Marchese conveniently cited favorable mainstream press coverage, including in the Times itself,  to justify boosting Malm’s latest violent manifesto. The eco-terrorist himself wrote an op-ed in support of Van Gogh vandals for the paper, an appearance both irresponsible and hypocritical, given the paper’s embarrassing internal hysterics over an op-ed by Sen. Tom Cotton that advocated deploying the military to quell the George Floyd riots that supposedly posed a danger to the paper’s black staffers.

The best one can say is that Marchese isn’t as supportive of Malm’s tactics as some previous reporters and gives the eco-terrorist author plenty of rope. But one certainly didn’t expect the Times interviewer to plead “Give me a reason to live.” Twice.
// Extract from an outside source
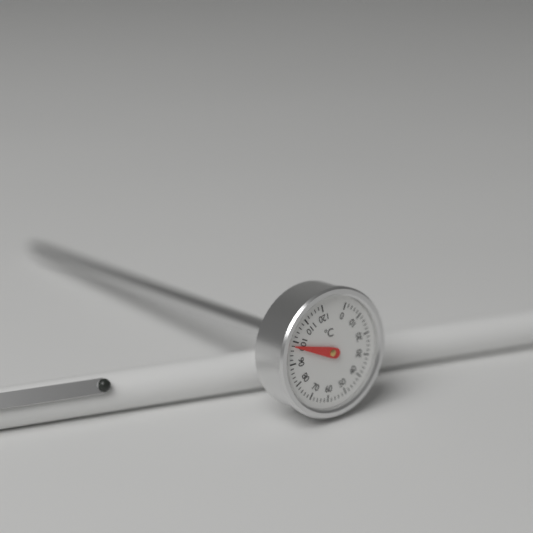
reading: 98 °C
Marchese: With the 2021 publication of his unsettling book, How to Blow Up a Pipeline, Andreas Malm established himself as a leading thinker of climate radicalism….The book found an audience far beyond that of texts typically published by relatively obscure Marxist-influenced Swedish academics, earning thoughtful coverage in The New Yorker, The Economist, The Nation, The New Republic and a host of other decidedly nonradical publications, including this one….

Marchese added: It’s hard for me to think of a realm outside of climate where mainstream publications would be engaging with someone, like you, who advocates political violence. Why are people open to this conversation?

Perhaps because it’s appearing with the imprimatur of the New York Times?

One of Marchese’s pretentious sidebar footnotes provided a caveat: “Just to be explicit about this: Malm does not endorse or advocate any political violence that targets people. His aim is violence against property.”

Slashing tires doesn’t target people?

Marchese: How confident are you that when you open the door to political violence, it stays at the level of property and not people? You’ve written about the need to be careful, but the emotions that come with violence are not careful emotions.

Malm: Political history is replete with movements that have conducted sabotage without taking the next step. But the risk is there. One driver of that risk is that the climate crisis itself is exacerbating all the time. It’s hard-wired to get worse. So people might well get more desperate. Now, in the current situation, in every instance that I know of, climate movements that experiment with sabotage steer clear of deliberately targeting people. We might smash things, which people are doing here and there, but no one is seriously considering that you should get a gun and shoot people….

Thanks, we guess?

Marchese’s psyche was overwhelmed and he pleaded with Malm: “Could you give me a reason to live?” In a footnote Marchese admitted: “I just blurted this out. I don’t even think Malm’s pessimism is wrong, but I find it suffocating. People need hope.”

Things got positively Freudian as Malm explained: “I had a vicious Oedipal conflict with my father….”

Malm was cagey when asked if he “actually engaged in property destruction,” responding, “There are things that I have done when it comes to militant activism recently that I, as a matter of principle and political expediency, do not reveal.”